5) Investing Outside the Box
There comes a time in every good IT group’s life when equipment has to be replaced. “You can delay the replacement on some of the components of your IT infrastructure,” Khan admits. “But there will always be pieces that need to be replaced because they’re at the end of their lifecycle.”
At Rice, Khan and his team are adopting a number of methods to reduce their tech refresh spending while keeping their institution at the forefront of innovation. For example, an analysis of each IT component’s impact on the university, based on its effect on the campus infrastructure as a whole, allows them to implement a risk-based IT replacement plan.

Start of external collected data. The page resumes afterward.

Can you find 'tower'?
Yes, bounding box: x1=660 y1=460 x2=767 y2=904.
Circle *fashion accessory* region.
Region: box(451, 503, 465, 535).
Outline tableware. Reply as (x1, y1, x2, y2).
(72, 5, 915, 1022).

Virtualization is also part of Khan’s plan to make wise investments in technology equipment. “We’ve been virtualizing a lot of our servers and installing blades in our data centers,” he reports. “That’s helped us in terms of more utilization of a server because we can run more applications and utilize the CPU and the memory on that server, rather than have two or three servers sitting idle. Not only does it provide you with more efficiency in terms of equipment, but it also provides you with more space in the data center and it helps with the power consumption as well.”
Hartman has been making the same calculations at UCF. “Instead of having one computer for each service that it runs, you might virtualize and have 15, 20, 30 services or virtual machines running on a single box, which would consume less space and less energy, have less capital costs, and less capital maintenance renewal.”

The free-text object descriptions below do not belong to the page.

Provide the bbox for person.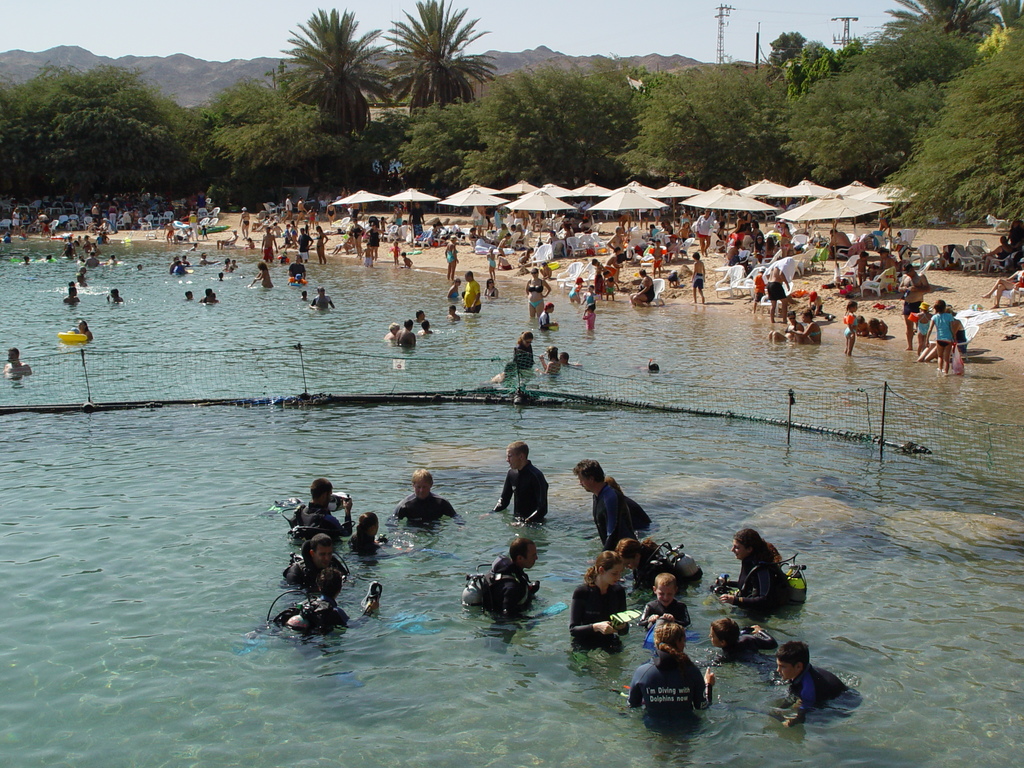
186, 255, 194, 266.
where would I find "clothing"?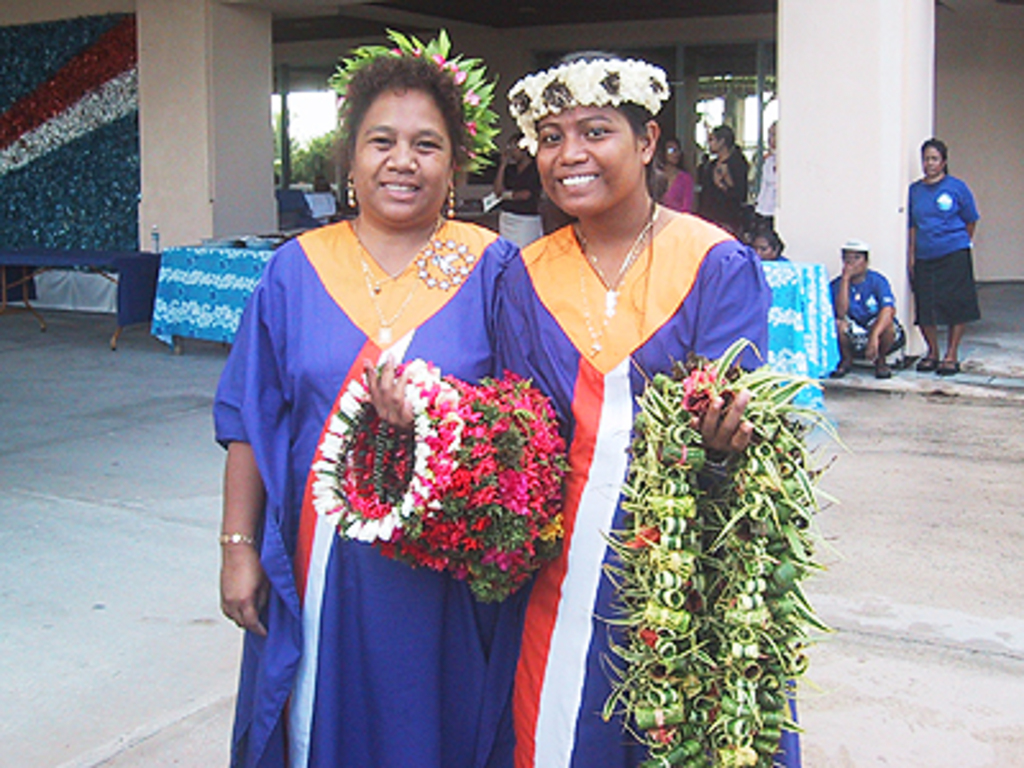
At detection(689, 143, 755, 246).
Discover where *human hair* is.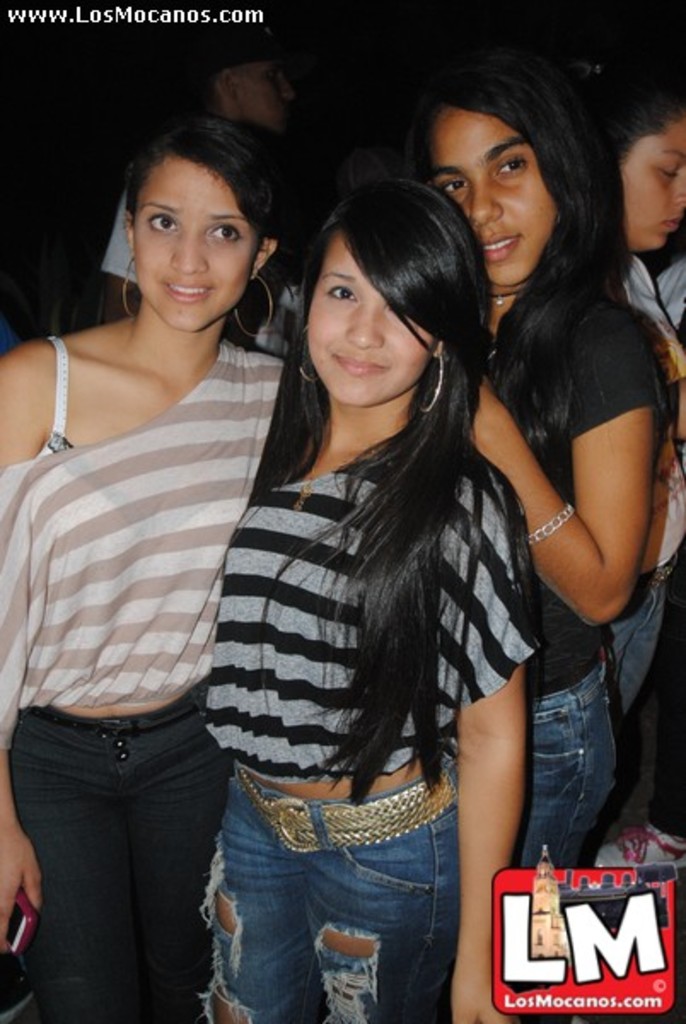
Discovered at crop(126, 113, 292, 266).
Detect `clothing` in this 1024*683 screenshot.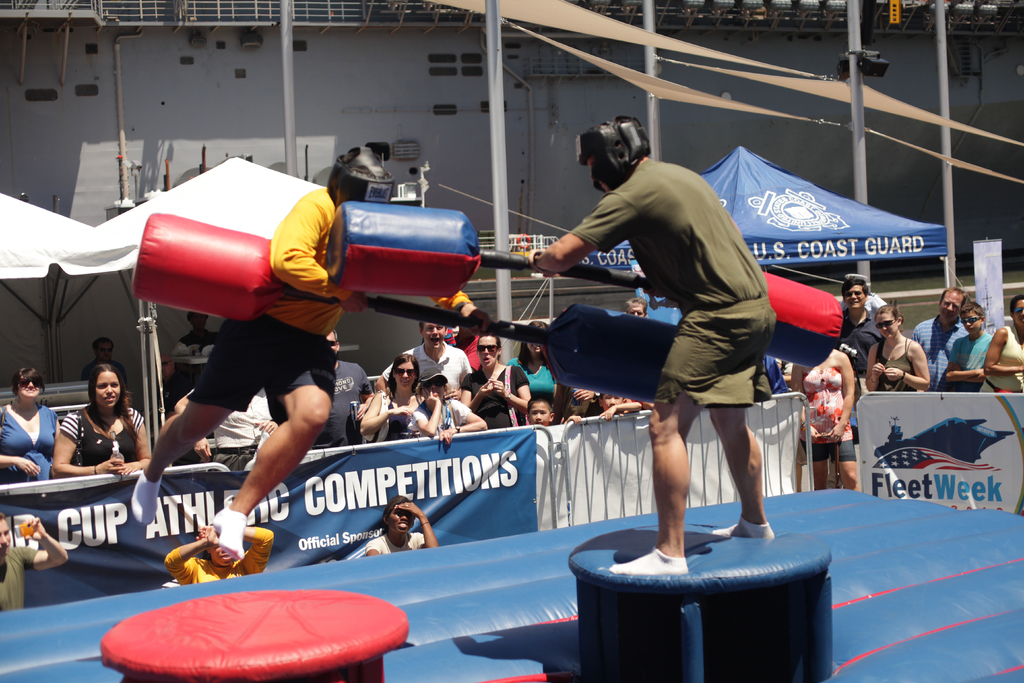
Detection: x1=250 y1=171 x2=371 y2=338.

Both Hartman and Khan note that consolidation also helps achieve equipment cost efficiencies. Hartman says that “many institutions are either, by encouragement or by incentive, getting the distributed IT folks on campus to bring their applications and servers into a central hosting facility or data center as a way of saving space, saving dollars, and reducing energy costs.”

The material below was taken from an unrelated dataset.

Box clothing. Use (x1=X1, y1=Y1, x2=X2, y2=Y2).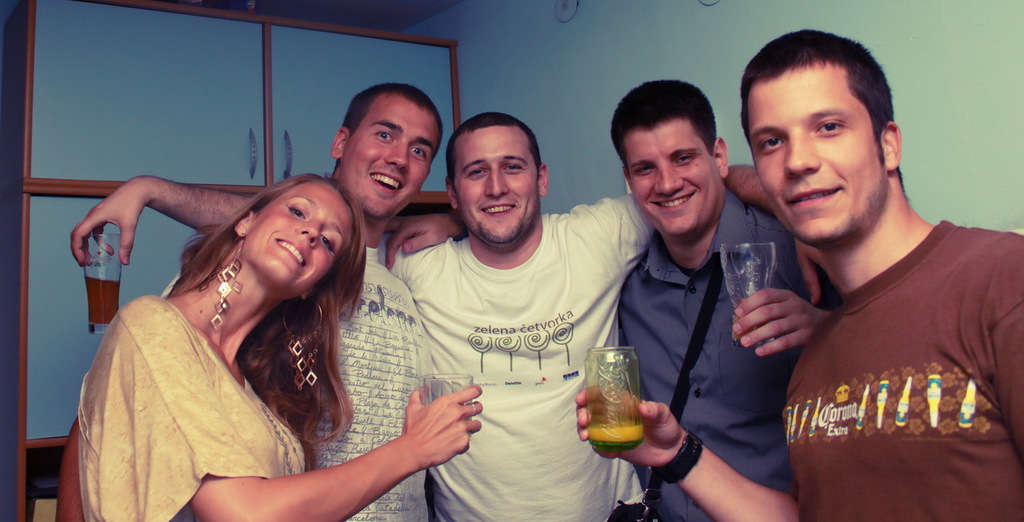
(x1=276, y1=245, x2=438, y2=521).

At Rice, large projects geared toward integration and interoperability across campus have helped Khan and his team pinpoint areas where duplication exists. For those areas on campus with similar computing needs, standardization and volume purchasing have the potential to greatly reduce costs and increase efficiency.
“In times like this,” notes Khan, “if you try to understand your institution’s workflow better, and try to understand what each department’s goals are, you’ll end up seeing a lot of connections, and those connections start discussions, and then people start to think about how we can incorporate innovation while eliminating inefficiency in the process.”
Those cross-institutional discussions are critical beyond identifying efficiencies. “Determining the direction of the tech budget is not just an IT conversation,” insists Excelsior’s Brown. “As CIOs, it’s our job to make sure [people across] the rest of the institution have the information that they need, and to use the technology governance to figure out what the priorities of the departments throughout the university are. Higher ed institutions are structured through committees, and having the input of those committees—so it isn’t just IT making these decisions—is incredibly important.”
IT cannot stand alone anymore (if it ever did), agrees UCF’s Hartman, because technology is now so completely insinuated into the fabric of the university. “Even though budgets are going down substantially, demand [for technology] is still increasing. It’s increasing because of institutional growth. It’s increasing because people need to use technology to become more efficient in this economic environment. And, it’s increasing,” he adds, “because institutions are finding more ways that technology plays a role in higher education.”